Scenario: One Block Under Epoch 5
Consider a miner finding block 841,000 three days after the April 2024 halving. Under Epoch 5 rules, the subsidy is 3.125 BTC, plus an average transaction-fee component around 0.1 to 0.4 BTC depending on mempool congestion. Before the April 2024 halving, that same block would have paid 6.25 BTC in subsidy, approximately double the current reward at the same BTC price. The same proof-of-work effort, the same electricity bill, half the base revenue. The scenario is what the halving looks like at the block level, stripped of cycle narratives and price charts.
Frequently Asked Questions (FAQs)
The next Bitcoin halving is scheduled for block 1,050,000, expected in approximately March or April 2028, when the block subsidy will drop from 3.125 BTC to 1.5625 BTC. Projections use the current two-month average block time, so the exact date can shift by a few weeks depending on the hashrate growth between now and then.
Four Bitcoin halvings have occurred: November 28, 2012, at block 210,000 (50 to 25 BTC), July 9, 2016, at block 420,000 (25 to 12.5 BTC), May 11, 2020, at block 630,000 (12.5 to 6.25 BTC), and April 20, 2024, at block 840,000 (6.25 to 3.125 BTC). The fifth will bring cumulative reductions to approximately 96.875% of the original 50 BTC subsidy.
Not automatically.
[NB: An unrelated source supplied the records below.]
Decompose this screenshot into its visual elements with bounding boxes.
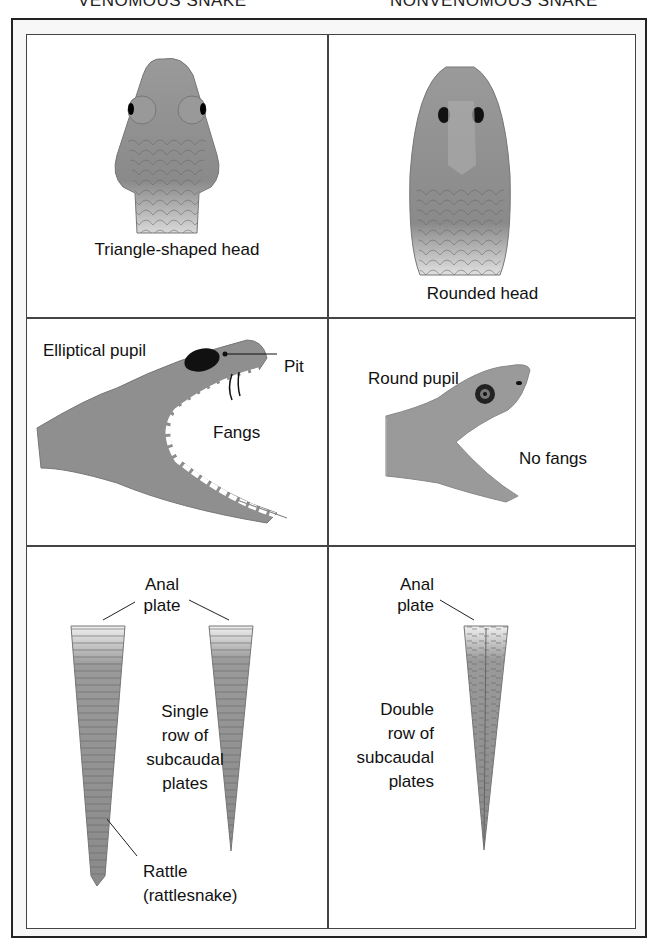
header-nonvenomous: NONVENOMOUS SNAKE (390, 0, 598, 11)
label-pit: Pit (284, 356, 304, 377)
subcaudal-line2: row of (137, 724, 233, 748)
subcaudal-line2: row of (348, 722, 434, 746)
header-venomous: VENOMOUS SNAKE (78, 0, 247, 11)
panel-venomous-profile: Elliptical pupil Pit Fangs (27, 318, 327, 545)
comparison-grid: Triangle-shaped head Rounded head (26, 34, 636, 929)
anal-plate-line2: plate (378, 595, 434, 616)
label-double-row-subcaudal: Double row of subcaudal plates (348, 698, 434, 794)
panel-nonvenomous-head: Rounded head (328, 35, 637, 317)
rounded-head-illustration (328, 35, 637, 317)
label-elliptical-pupil: Elliptical pupil (43, 340, 146, 361)
label-anal-plate-nonvenomous: Anal plate (378, 574, 434, 616)
label-round-pupil: Round pupil (368, 368, 459, 389)
anal-plate-line2: plate (137, 595, 187, 616)
label-fangs: Fangs (213, 422, 260, 443)
anal-plate-line1: Anal (378, 574, 434, 595)
caption-rounded-head: Rounded head (328, 283, 637, 304)
label-no-fangs: No fangs (519, 448, 587, 469)
rattle-line1: Rattle (143, 860, 237, 884)
panel-nonvenomous-profile: Round pupil No fangs (328, 318, 637, 545)
anal-plate-line1: Anal (137, 574, 187, 595)
label-rattle: Rattle (rattlesnake) (143, 860, 237, 908)
subcaudal-line4: plates (137, 772, 233, 796)
subcaudal-line1: Single (137, 700, 233, 724)
subcaudal-line3: subcaudal (348, 746, 434, 770)
panel-venomous-head: Triangle-shaped head (27, 35, 327, 317)
panel-venomous-tail: Anal plate Single row of subcaudal plate… (27, 546, 327, 929)
subcaudal-line4: plates (348, 770, 434, 794)
label-single-row-subcaudal: Single row of subcaudal plates (137, 700, 233, 796)
subcaudal-line1: Double (348, 698, 434, 722)
label-anal-plate-venomous: Anal plate (137, 574, 187, 616)
nonvenomous-open-mouth-illustration (328, 318, 637, 545)
panel-nonvenomous-tail: Anal plate Double row of subcaudal plate… (328, 546, 637, 929)
triangle-head-illustration (27, 35, 327, 317)
subcaudal-line3: subcaudal (137, 748, 233, 772)
rattle-line2: (rattlesnake) (143, 884, 237, 908)
caption-triangle-head: Triangle-shaped head (27, 239, 327, 260)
Historical cycles reached peaks approximately one year after each halving, with gains of 8,858%, 294%, and 540% after the first three halvings per CoinGecko. Glassnode data shows each cycle also carried a major drawdown: 85%, 83%, and 77%, respectively. The fourth halving broke the template by printing an approximately new all-time high before the event rather than after, so no single cycle guarantees the next.
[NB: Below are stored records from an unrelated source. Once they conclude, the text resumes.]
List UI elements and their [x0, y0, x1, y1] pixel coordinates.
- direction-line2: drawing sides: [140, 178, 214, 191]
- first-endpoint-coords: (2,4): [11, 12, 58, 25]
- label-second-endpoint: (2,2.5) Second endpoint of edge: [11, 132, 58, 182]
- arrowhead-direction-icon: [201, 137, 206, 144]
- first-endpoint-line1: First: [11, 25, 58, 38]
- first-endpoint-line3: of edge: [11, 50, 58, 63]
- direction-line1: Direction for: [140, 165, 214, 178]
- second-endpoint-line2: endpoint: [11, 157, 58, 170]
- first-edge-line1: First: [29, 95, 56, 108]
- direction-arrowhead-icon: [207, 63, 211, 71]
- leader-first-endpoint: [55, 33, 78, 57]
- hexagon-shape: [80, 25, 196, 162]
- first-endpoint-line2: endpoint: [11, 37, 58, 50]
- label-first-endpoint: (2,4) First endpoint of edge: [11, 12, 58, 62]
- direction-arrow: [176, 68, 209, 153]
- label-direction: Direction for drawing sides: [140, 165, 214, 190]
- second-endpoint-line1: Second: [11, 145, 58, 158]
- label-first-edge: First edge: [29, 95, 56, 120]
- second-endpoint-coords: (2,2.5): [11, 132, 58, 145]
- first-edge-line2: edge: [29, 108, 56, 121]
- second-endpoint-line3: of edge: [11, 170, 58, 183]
All Bitcoin will be mined around the year 2140, at approximately block height 6,930,000, assuming the 10-minute block interval holds. The exact final supply will asymptote near approximately 20,999,999.9769 BTC because each halving rounds the subsidy down at the satoshi level, so the integer math never perfectly reaches 21 million.
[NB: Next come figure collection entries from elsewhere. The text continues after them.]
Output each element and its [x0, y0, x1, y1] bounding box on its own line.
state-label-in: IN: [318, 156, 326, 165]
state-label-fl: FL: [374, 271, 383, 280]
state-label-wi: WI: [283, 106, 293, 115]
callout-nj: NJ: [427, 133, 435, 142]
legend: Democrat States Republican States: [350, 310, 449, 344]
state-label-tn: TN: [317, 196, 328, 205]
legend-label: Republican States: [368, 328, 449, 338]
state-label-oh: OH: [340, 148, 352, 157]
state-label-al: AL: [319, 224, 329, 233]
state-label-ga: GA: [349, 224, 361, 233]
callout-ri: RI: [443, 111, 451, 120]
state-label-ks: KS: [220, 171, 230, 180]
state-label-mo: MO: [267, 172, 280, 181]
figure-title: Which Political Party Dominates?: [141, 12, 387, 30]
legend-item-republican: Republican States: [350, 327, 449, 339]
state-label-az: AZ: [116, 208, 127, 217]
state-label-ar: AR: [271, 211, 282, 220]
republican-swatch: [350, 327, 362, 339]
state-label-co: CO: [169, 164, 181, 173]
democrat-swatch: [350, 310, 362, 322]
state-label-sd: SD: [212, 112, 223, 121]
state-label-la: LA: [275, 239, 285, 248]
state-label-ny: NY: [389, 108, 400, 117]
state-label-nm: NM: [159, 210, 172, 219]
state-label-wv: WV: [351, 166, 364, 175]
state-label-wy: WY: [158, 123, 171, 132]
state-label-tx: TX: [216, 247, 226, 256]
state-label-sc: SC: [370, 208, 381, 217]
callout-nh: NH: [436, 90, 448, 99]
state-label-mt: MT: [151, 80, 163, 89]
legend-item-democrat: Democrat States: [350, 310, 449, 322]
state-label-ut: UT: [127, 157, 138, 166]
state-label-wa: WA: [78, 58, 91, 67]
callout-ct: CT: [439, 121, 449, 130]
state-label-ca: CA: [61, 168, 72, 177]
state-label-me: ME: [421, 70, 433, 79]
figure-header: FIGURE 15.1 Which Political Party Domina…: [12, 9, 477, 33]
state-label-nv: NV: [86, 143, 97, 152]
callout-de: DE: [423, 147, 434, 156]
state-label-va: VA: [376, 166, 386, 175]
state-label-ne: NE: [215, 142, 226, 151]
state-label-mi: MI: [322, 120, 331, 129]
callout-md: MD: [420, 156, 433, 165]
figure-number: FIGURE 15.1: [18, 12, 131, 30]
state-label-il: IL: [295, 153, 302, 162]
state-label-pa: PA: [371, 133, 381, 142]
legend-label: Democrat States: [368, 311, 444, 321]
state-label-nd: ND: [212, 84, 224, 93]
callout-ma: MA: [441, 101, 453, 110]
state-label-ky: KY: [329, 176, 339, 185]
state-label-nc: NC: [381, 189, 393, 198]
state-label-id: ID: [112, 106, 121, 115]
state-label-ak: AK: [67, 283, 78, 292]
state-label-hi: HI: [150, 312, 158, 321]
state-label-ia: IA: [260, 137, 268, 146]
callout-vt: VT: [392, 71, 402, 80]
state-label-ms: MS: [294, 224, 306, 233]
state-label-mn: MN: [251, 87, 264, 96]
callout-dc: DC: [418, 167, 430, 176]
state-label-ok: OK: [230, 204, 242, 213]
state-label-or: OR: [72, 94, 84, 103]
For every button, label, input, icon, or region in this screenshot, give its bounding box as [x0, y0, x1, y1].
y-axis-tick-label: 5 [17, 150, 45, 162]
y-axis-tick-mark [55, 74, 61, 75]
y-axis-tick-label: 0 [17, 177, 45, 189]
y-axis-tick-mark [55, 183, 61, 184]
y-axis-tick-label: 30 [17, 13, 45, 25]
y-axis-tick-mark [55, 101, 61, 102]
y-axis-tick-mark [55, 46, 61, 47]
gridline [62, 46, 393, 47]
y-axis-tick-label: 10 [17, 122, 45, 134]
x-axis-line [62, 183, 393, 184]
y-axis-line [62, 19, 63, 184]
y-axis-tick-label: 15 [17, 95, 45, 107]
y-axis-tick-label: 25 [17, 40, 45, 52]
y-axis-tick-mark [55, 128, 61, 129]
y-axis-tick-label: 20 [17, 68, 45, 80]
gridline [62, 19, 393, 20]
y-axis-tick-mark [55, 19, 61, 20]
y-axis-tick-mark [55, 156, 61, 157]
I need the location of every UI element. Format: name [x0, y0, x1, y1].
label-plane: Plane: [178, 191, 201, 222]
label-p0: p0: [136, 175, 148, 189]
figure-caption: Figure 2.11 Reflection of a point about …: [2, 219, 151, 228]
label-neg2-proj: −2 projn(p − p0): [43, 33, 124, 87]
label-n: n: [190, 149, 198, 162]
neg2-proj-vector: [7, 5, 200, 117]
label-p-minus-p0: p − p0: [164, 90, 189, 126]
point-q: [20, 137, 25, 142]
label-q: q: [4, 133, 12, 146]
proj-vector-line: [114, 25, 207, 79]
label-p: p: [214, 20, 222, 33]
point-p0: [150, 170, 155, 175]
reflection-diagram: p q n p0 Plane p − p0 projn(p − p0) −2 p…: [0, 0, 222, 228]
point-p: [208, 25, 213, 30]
Miners transition to a fee-only revenue model. The Bitcoin whitepaper anticipated this outcome: once a predetermined number of coins have entered circulation, the incentive can transition entirely to transaction fees and be completely inflation-free. Between now and 2140, the subsidy shrinks in approximately 32 more halving steps, which gives the fee market more than a century to develop before it must carry the full security budget on its own.
Conclusion
Bitcoin’s halving is a pre-scheduled 50% pay cut to every miner, executed automatically every 210,000 blocks (approximately every four years) by a single bit-shift in the Bitcoin Core source. Four events have occurred, with daily issuance dropping from approximately 7,200 BTC to approximately 450 BTC, and the fifth halving is now less than two years away, projected at block 1,050,000 around March or April 2028. Each cycle has produced smaller returns and shallower drawdowns, and if the pattern holds, the fifth halving will be the first where institutional demand meets a halving event with fully mature ETF, custody, and derivatives infrastructure already in place. For a deeper analysis of how Bitcoin’s monetary design interacts with market cycles and adoption metrics, see our cryptocurrency adoption data of the post-halving window.